The latest chapter in the age-old conflict stirred Sunday night when movie set workers frantically called for Swampscott's animal control officer after a skunk sighting under the huge sound stage tent.

Diane Treadwell arrived with traps, the kind that do not hurt animals, and set them under the sound stage.

She went home and then got a call about 1:30 am Monday.

This time the skunk was on the actual movie set. And Monday morning was a big day for filming. It was the beginning of the wild party scene filming with lots of extras and all the stars.

"They were concerned that the skunk would spray where actors will (be)," she said.

The officer returned and moved the traps to the set.

She grabbed a flashlight after she heard movie set workers holler that they were seeing the skunk — again and again.

Turned out there was more than one. She was finding the nocturnal animals all over the place. Four all together.

They were likely attracted by food or the nice lawn on the set, the officer said. After a rain, skunks like to dig in grass for grubs.

At 6:30 am one of the skunks was trapped. The animal was covered with a blanket and did not spray.

The animals live nearby in the wetlands, sleeping during the day in tree hollows, burrows and little dens.

They are scavengers and come at night looking for food.

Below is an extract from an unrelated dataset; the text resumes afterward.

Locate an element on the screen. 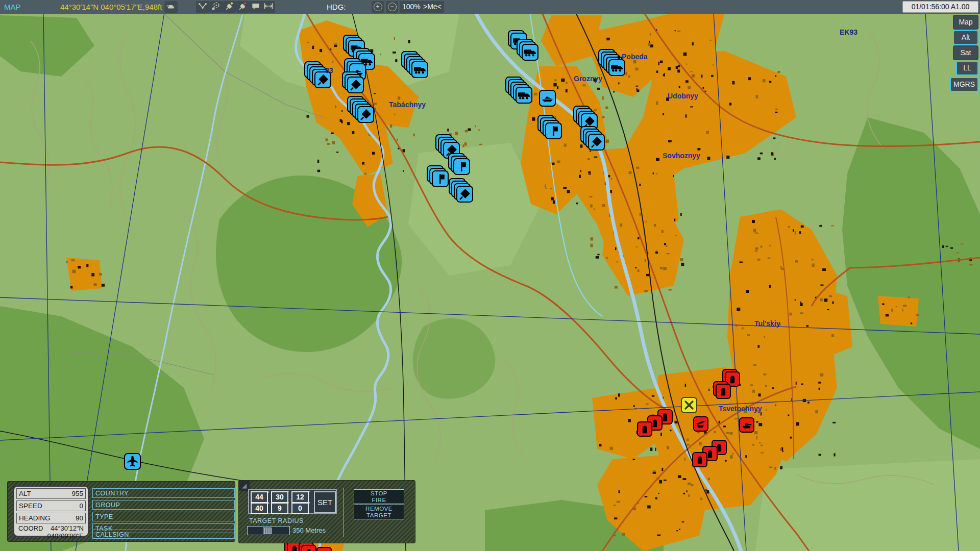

A fellow officer was called to the set on Tuesday to trap wayward skunks, according to a report in the Boston Herald.

There were also problems earlier, in May, only this time for a family of mallard ducks.

After the sound stage was built it threw them into disarray one day during a rain storm.

The mother mallard was freaking out, running up and down Bondelevitch Way and quacking with three ducklings who were about three days old, Treadwell said. The babies were chirping, and, later, screaming when separated from their mother.

They were probably born in the marsh that abuts the sound stage.

The ducklings were so small they could not climb over the curb.

The officer corralled the ducklings into a trap, and the mother, and relocated them to a pond in Marblehead.